Records –
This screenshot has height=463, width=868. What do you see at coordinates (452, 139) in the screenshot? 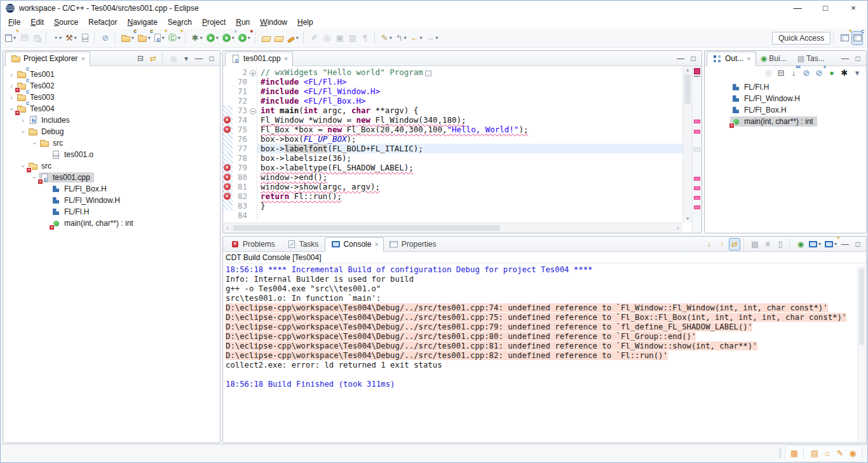
I see `code-line-76: 76box->box(FL_UP_BOX);` at bounding box center [452, 139].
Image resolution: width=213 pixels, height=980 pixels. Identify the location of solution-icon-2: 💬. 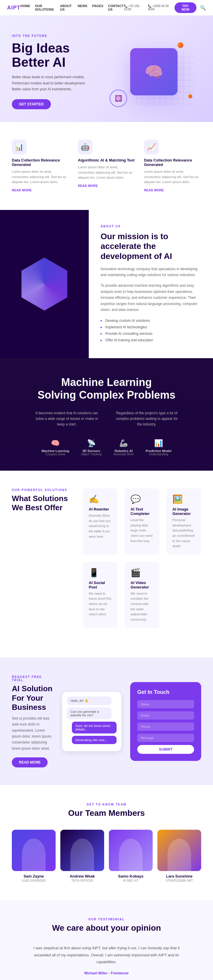
(142, 499).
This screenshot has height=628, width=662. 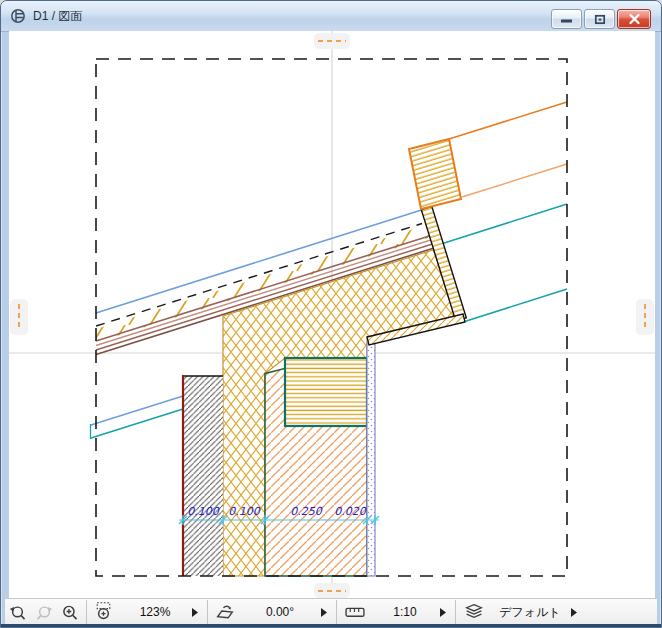 What do you see at coordinates (355, 612) in the screenshot?
I see `scale-button` at bounding box center [355, 612].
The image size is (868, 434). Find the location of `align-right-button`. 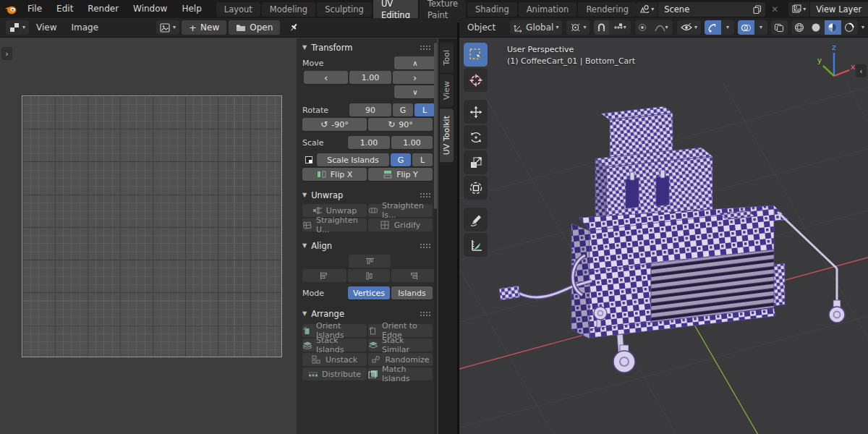

align-right-button is located at coordinates (414, 276).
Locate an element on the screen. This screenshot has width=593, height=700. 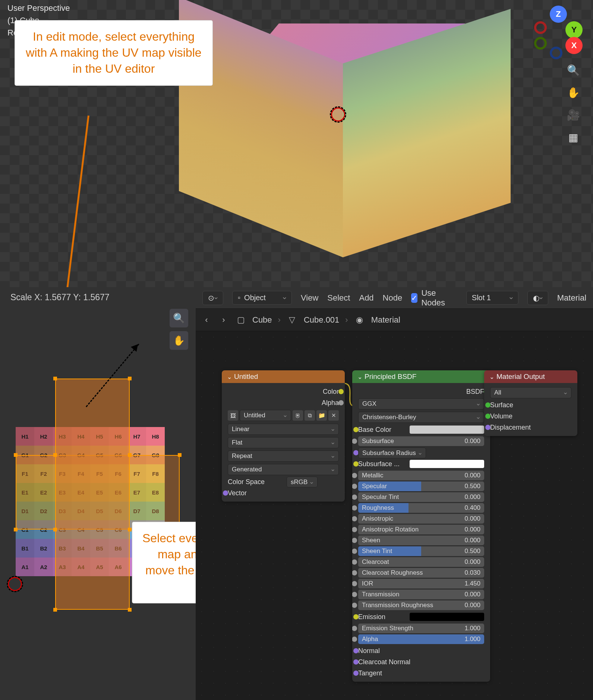
uv-cell: H4 is located at coordinates (81, 436).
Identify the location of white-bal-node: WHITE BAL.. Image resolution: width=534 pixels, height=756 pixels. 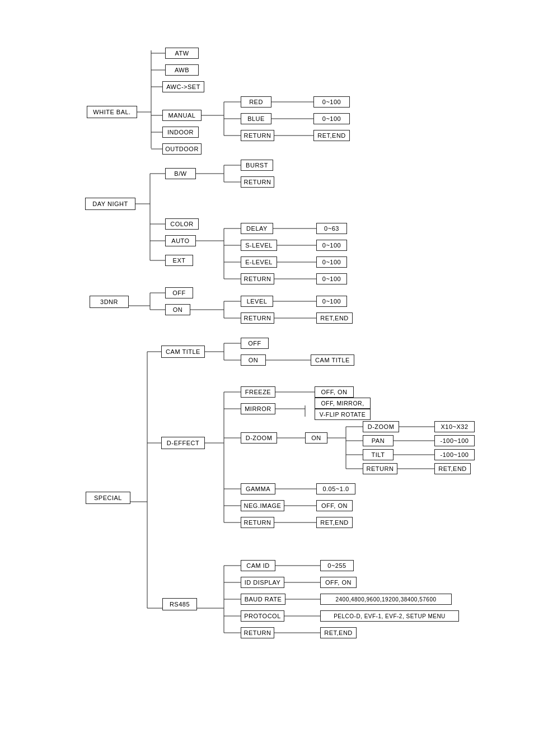
(112, 112).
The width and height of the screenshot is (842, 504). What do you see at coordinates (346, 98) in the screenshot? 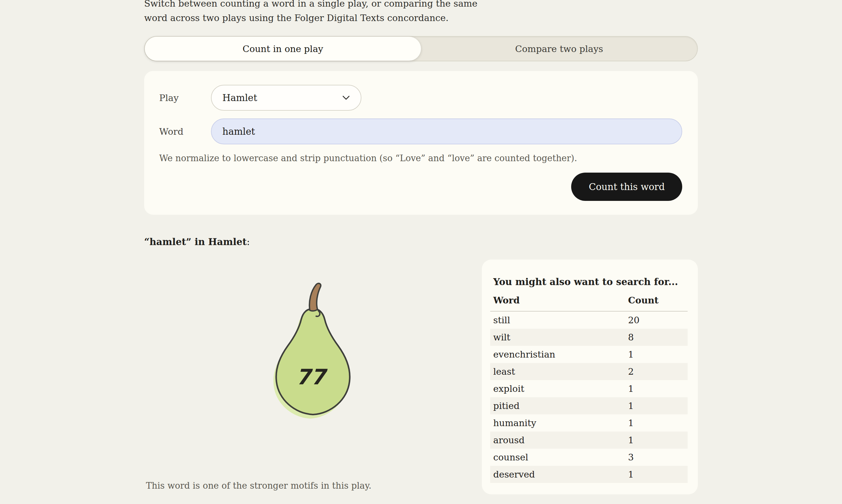
I see `chevron-down-icon` at bounding box center [346, 98].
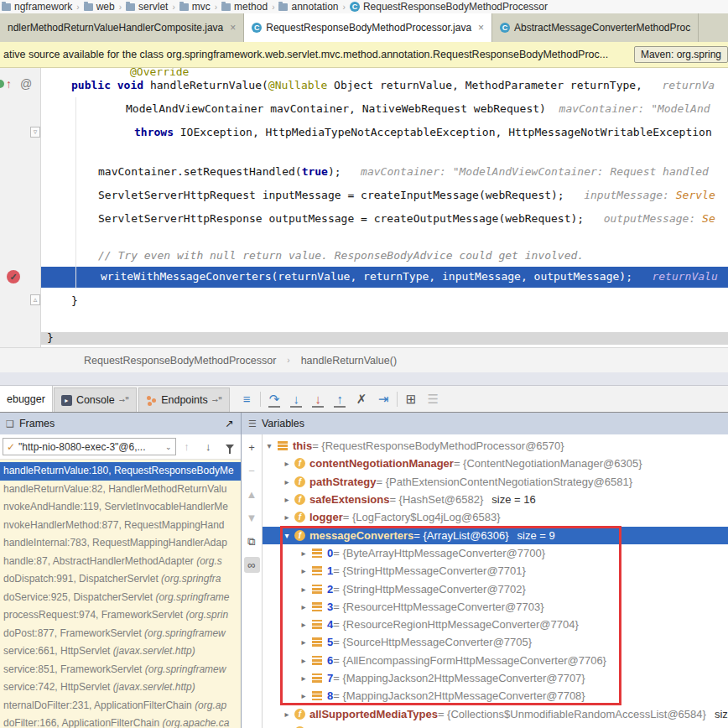  Describe the element at coordinates (383, 399) in the screenshot. I see `run-to-cursor-icon: ⇥` at that location.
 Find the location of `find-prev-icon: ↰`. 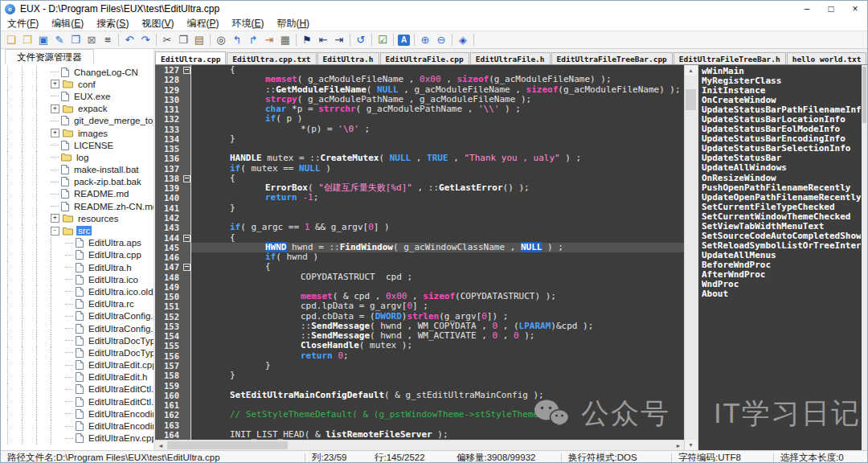

find-prev-icon: ↰ is located at coordinates (237, 40).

Instructions to follow – Nothing but the lines from the line with "Identify the location of white-bal-node: WHITE" through the last line of the data above should be printed, exactly as written and without pictures.

Solved exercise –
Identify the location of white-bal-node: WHITE BAL.. Image resolution: width=534 pixels, height=756 pixels. 
(112, 112).
The width and height of the screenshot is (842, 504). What do you see at coordinates (346, 98) in the screenshot? 
I see `chevron-down-icon` at bounding box center [346, 98].
  Describe the element at coordinates (383, 399) in the screenshot. I see `run-to-cursor-icon: ⇥` at that location.
 Find the location of `find-prev-icon: ↰`. 

find-prev-icon: ↰ is located at coordinates (237, 40).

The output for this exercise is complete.